WHAT THE EXERCISE ASKS: In the entries below, locate the line with "Locate an element", then give again that line and all lines after it, exactly, with pictures omitted.

[[ RECORDS PROVIDED, beginning ]]

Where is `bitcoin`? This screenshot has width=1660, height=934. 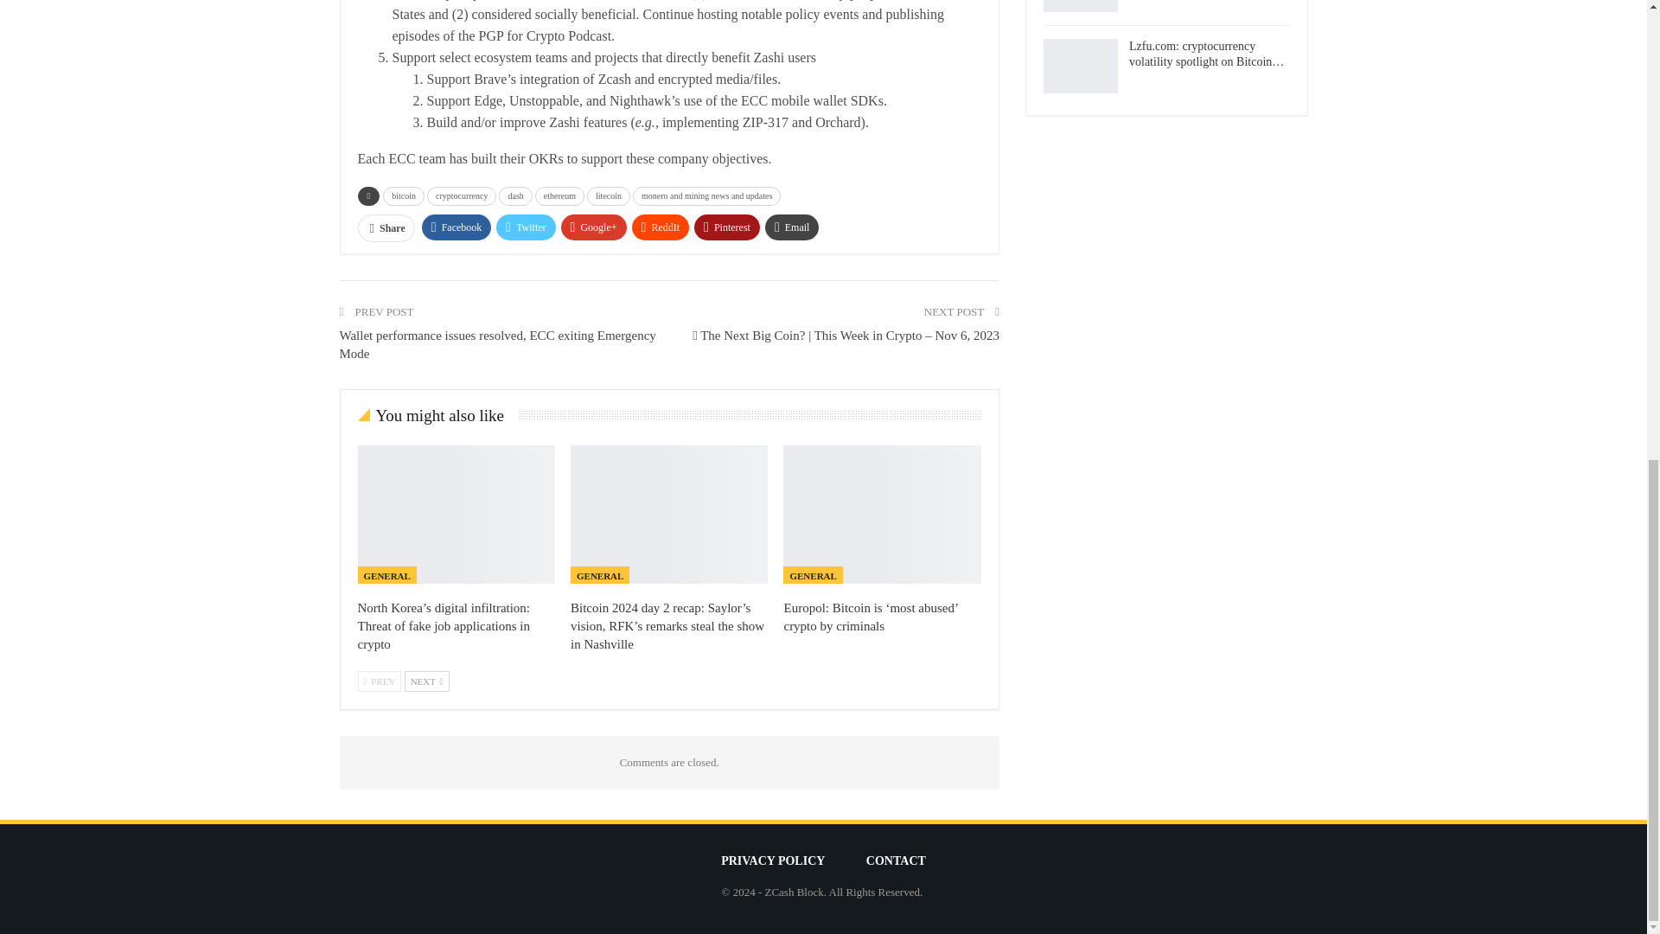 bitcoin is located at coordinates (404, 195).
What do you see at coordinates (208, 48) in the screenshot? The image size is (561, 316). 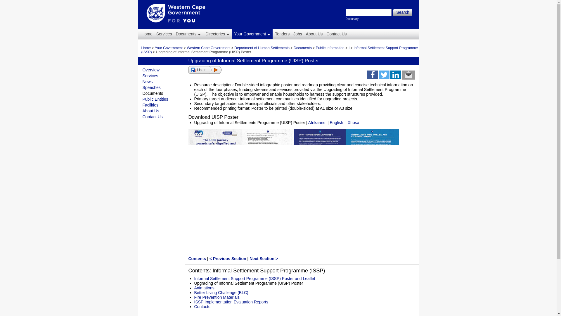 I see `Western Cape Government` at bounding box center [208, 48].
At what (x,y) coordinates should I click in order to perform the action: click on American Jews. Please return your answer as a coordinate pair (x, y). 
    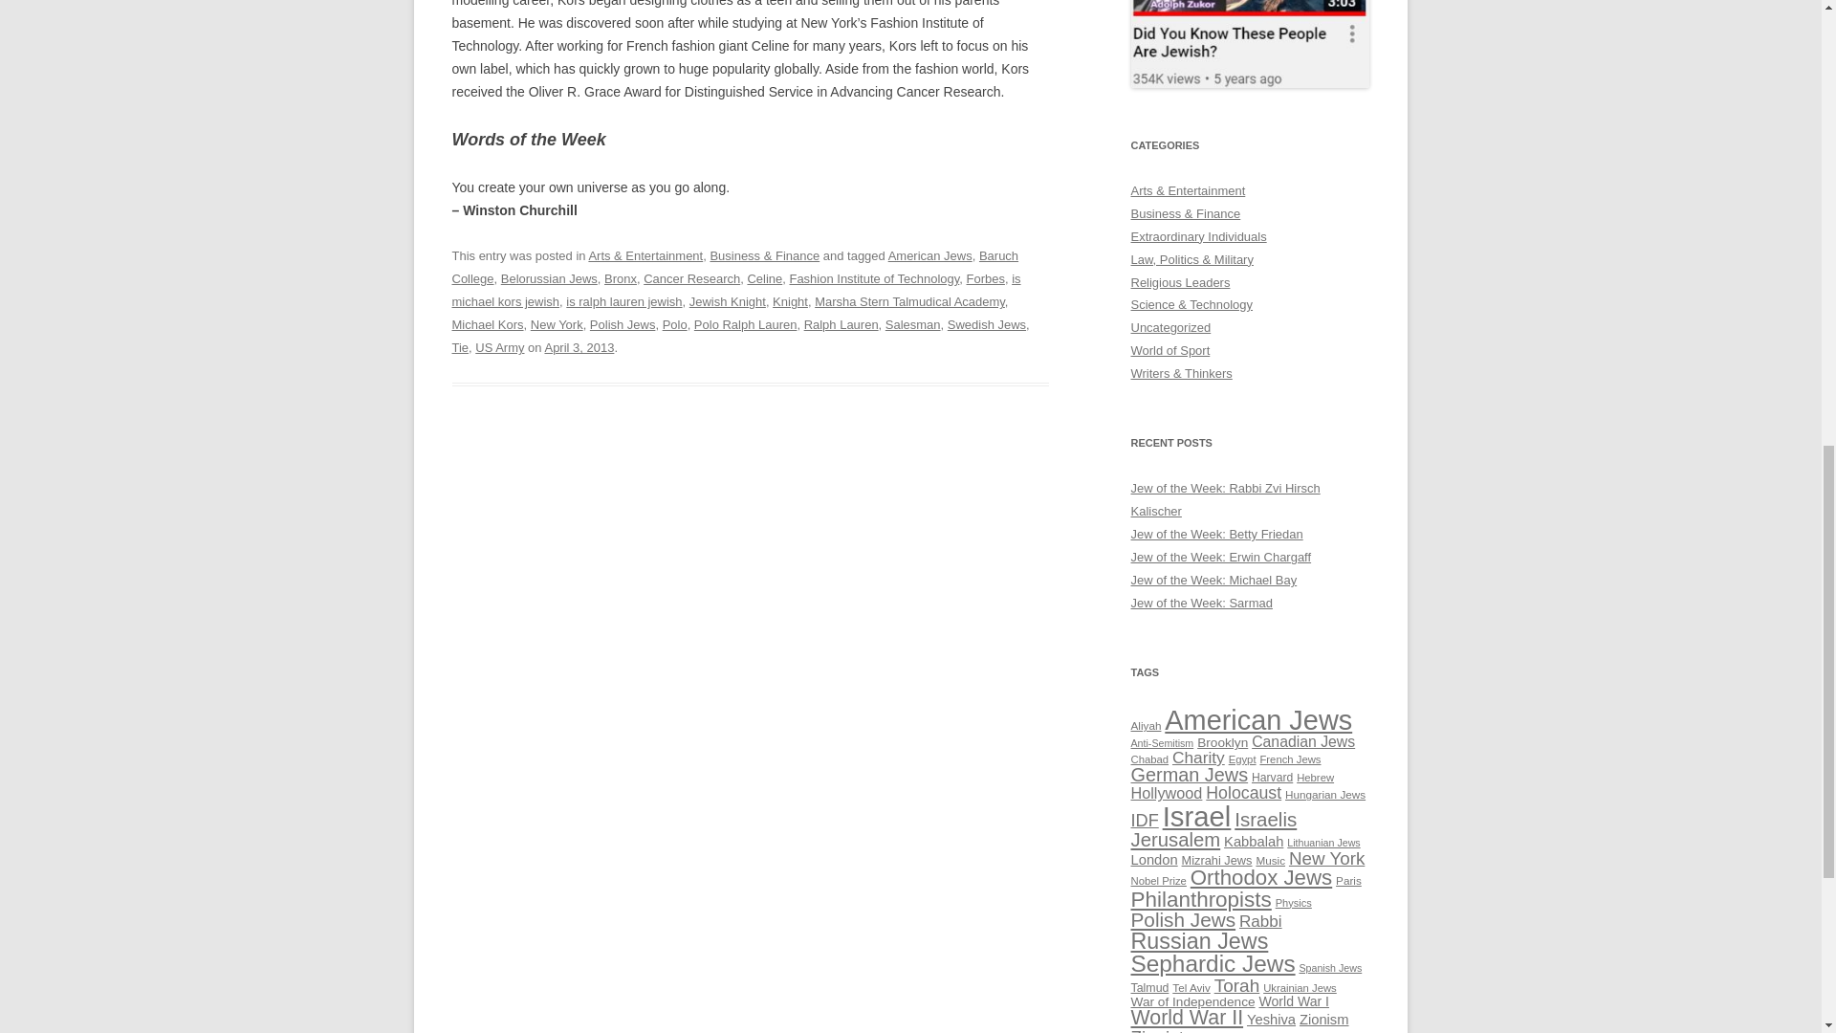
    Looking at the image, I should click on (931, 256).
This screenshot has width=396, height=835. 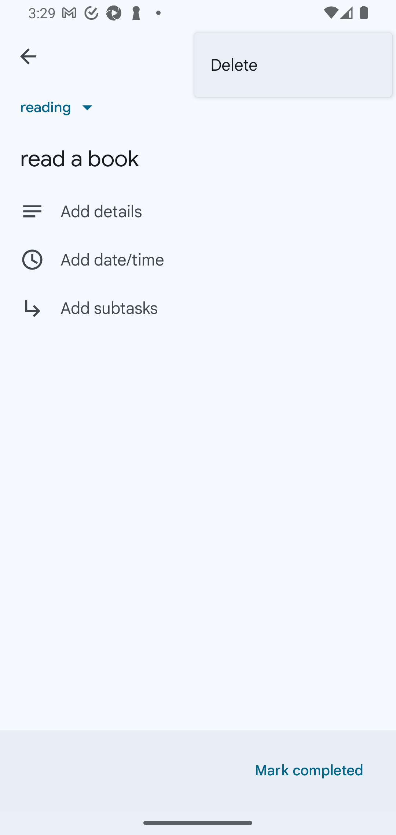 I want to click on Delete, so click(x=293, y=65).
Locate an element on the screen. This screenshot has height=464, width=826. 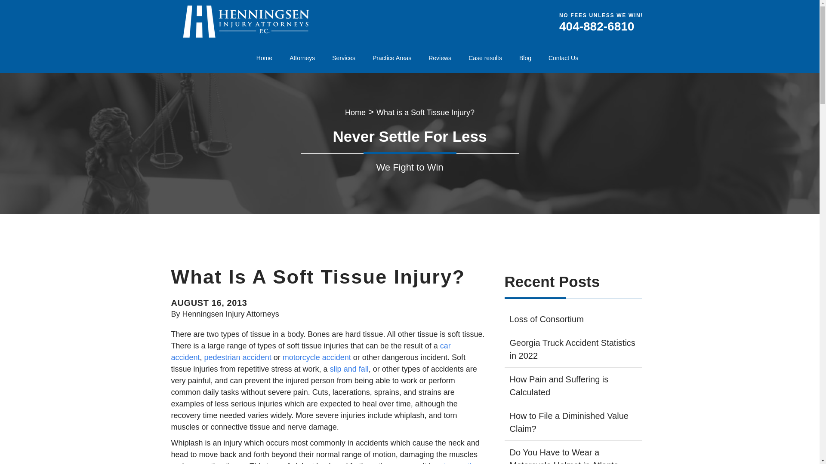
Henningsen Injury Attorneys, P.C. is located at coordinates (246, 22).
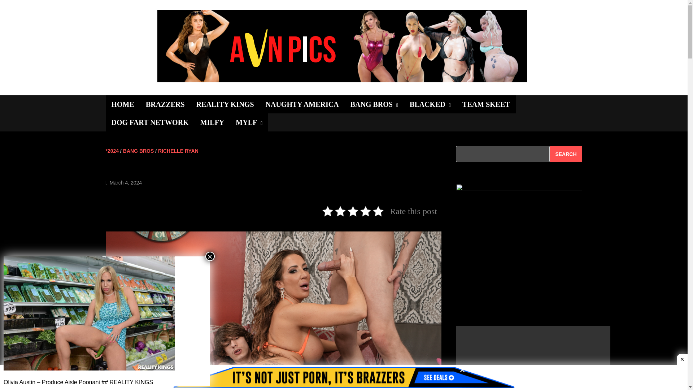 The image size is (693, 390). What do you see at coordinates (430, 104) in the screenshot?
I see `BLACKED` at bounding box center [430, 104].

[[ RECORDS PROVIDED, end ]]

PROBLEM SOLUTION:
Locate an element on the screen. This screenshot has height=464, width=826. 
Henningsen Injury Attorneys, P.C. is located at coordinates (246, 22).
 The image size is (693, 390). What do you see at coordinates (430, 104) in the screenshot?
I see `BLACKED` at bounding box center [430, 104].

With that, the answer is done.